Using a variable to index a simd vector with _mm256_extract_epi32() intrinsic
Apparently GCC and Clang made a different choice.
IMHO GCC has made the right choice by not implementing this for variable indices. Intrinsic _mm256_extract_epi32
doesn't translate to a single instruction. With a variable index this intrinsic might lead to inefficient code,
if it is used in a performance critical loop.
For example, Clang 3.8 needs 4 instructions to implement _mm256_extract_epi32
with a variable index.
GCC forces the programmer to think about more efficient code that avoids _mm256_extract_epi32
with variable indices.
Nevertheless, sometimes it is useful to have a portable (gcc, clang, icc) function, which emulates _mm256_extract_epi32
with variable a index:
uint32_t mm256_extract_epi32_var_indx(const __m256i vec, const unsigned int i) {
__m128i indx = _mm_cvtsi32_si128(i);
__m256i val = _mm256_permutevar8x32_epi32(vec, _mm256_castsi128_si256(indx));
return _mm_cvtsi128_si32(_mm256_castsi256_si128(val));
}
This should compile to three instructions after inlining: two vmovd
s and a vpermd
(gcc 8.2 with -m64 -march=skylake -O3
):
mm256_extract_epi32_var_indx:
vmovd xmm1, edi
vpermd ymm0, ymm1, ymm0
vmovd eax, xmm0
vzeroupper
ret
Note that the intrinsics guide describes that the result is 0 for indices
>=8 (which is an unusual case anyway). With Clang 3.8, and with mm256_extract_epi32_var_indx
, the index is reduced modulo 8. In other words: only the 3 least significant bits of the index are used.
Note that Clang 5.0's round trip to memory isn't very efficient too,
see this Godbolt link. Clang 7.0
fails to compile _mm256_extract_epi32
with variable indices.
As @Peter Cordes commented: with a fixed index 0, 1, 2, or 3, only a single pextrd
instruction is needed to
extract the integer from the xmm register. With a fixed index 4, 5, 6, or 7, two instructions are required.
Unfortunately, a vpextrd
instruction working on 256-bit ymm registers doesn't exist.
The next example illustrates my answer:
A naive programmer starting with SIMD intrinsics might write
the following code to sum the elements 0, 1, ..., j-1, with j<8
, from vec
.
#include <stdlib.h>
#include <immintrin.h>
#include <stdint.h>
uint32_t foo( __m256i vec , int j)
{
uint32_t sum=0;
for (int i = 0; i < j; i++){
sum = sum + (uint32_t)_mm256_extract_epi32( vec, i );
}
return sum;
}
With Clang 3.8 this compiles to about 50 instructions with branches and loops. GCC fails to compile this code. Obviously an efficient code to sum these elements is likely based on:
- mask out the elements j, j+1, ..., 7, and
- compute the horizontal sum.
The __N
it says must be a 1-bit immediate is not the 2nd arg to _mm256_extract_epi32
, it's some function of that used as an arg to __builtin_ia32_vextractf128_si256
(presumably the 3rd bit). Then later it wants an integer constant in the 0..3 range for vpextrd
, giving you a total of 3 bits of index.
_mm256_extract_epi32
is a composite intrinsic, not directly defined in terms of a single builtin
function.
vpextrd r32, ymm, imm8
doesn't exist, only the xmm version exists, so _mm256_extract_epi32
is a wrapper around vextracti/f128
/ vpextrd
. Gcc chooses to only make it work for compile-time constants so it always compiles to at most 2 instructions.
If you want runtime-variable vector indexing, you need to use different syntax; e.g. store to an array and load a scalar, and hope gcc optimizes that into a shuffle / extract.
Or define a GNU C native vector type with the right element width, and use foo[i]
to index it like an array.
typedef int v8si __attribute__ ((vector_size (32)));
v8si tmp = foo; // may need a cast to convert from __m256i
int element_i = tmp[i];
__m256i
in gcc/clang is defined as a vector of long long
elements, so if you index it directly with []
, you'll get qword elements. (And your code won't compile with MSVC, which doesn't define __m256i
that way at all.)
I haven't checked the asm for any of these recently: if you care about efficiency, you might want to manually design a shuffle using your runtime-variable index, like @Wim's answer suggests that clang does.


One number, and no other words, should make up the answer: how many lines of the listing contain the string "shiny".

::::

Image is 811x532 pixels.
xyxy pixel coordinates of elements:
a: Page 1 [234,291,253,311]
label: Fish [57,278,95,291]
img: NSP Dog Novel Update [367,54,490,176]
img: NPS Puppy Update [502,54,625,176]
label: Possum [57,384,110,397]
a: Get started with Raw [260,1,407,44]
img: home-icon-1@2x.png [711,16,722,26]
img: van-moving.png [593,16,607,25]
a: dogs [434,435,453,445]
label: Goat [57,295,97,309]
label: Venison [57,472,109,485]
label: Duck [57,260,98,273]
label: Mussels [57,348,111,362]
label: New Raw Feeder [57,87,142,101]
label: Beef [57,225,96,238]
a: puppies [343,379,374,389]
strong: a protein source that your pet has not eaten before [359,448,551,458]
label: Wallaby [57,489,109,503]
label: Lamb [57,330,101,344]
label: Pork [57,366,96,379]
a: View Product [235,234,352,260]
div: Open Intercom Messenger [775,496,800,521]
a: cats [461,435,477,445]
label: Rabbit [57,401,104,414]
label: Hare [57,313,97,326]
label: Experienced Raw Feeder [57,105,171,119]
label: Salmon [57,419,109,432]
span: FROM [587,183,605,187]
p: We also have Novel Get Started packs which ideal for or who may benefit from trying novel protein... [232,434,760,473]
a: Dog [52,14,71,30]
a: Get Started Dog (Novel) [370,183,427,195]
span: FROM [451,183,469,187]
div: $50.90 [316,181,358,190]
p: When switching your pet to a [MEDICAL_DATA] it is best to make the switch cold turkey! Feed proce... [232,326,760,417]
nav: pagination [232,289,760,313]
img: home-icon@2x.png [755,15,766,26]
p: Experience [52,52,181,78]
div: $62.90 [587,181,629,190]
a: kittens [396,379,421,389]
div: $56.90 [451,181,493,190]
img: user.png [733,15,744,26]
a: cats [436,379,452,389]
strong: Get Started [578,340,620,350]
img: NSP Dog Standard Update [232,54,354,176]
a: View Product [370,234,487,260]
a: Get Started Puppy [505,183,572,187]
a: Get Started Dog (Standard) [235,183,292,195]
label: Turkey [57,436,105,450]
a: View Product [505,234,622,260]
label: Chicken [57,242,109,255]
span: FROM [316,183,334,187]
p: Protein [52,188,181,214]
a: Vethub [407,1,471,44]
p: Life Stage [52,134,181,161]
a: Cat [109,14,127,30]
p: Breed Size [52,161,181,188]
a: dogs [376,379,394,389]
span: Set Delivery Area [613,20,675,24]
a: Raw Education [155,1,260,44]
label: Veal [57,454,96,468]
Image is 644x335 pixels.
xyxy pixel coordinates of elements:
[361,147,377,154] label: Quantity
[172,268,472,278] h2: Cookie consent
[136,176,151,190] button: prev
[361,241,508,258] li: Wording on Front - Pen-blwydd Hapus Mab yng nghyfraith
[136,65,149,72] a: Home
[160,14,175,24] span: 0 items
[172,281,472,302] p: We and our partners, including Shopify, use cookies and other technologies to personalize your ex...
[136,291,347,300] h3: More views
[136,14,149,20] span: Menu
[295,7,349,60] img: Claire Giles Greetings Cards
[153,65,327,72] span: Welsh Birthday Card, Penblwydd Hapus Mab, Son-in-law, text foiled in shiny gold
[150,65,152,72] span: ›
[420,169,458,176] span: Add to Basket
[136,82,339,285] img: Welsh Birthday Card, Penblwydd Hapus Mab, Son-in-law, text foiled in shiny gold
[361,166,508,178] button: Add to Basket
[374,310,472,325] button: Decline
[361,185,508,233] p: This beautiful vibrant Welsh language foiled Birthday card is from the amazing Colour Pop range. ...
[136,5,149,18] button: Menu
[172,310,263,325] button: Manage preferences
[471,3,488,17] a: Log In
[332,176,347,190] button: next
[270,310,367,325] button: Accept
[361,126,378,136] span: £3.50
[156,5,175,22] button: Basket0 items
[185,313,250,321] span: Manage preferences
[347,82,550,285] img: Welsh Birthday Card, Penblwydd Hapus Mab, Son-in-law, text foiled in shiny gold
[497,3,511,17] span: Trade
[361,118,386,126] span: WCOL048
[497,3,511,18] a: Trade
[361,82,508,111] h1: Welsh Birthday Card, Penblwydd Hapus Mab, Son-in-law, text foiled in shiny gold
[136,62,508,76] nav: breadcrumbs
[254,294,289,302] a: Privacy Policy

::::

- [Written answer]: 4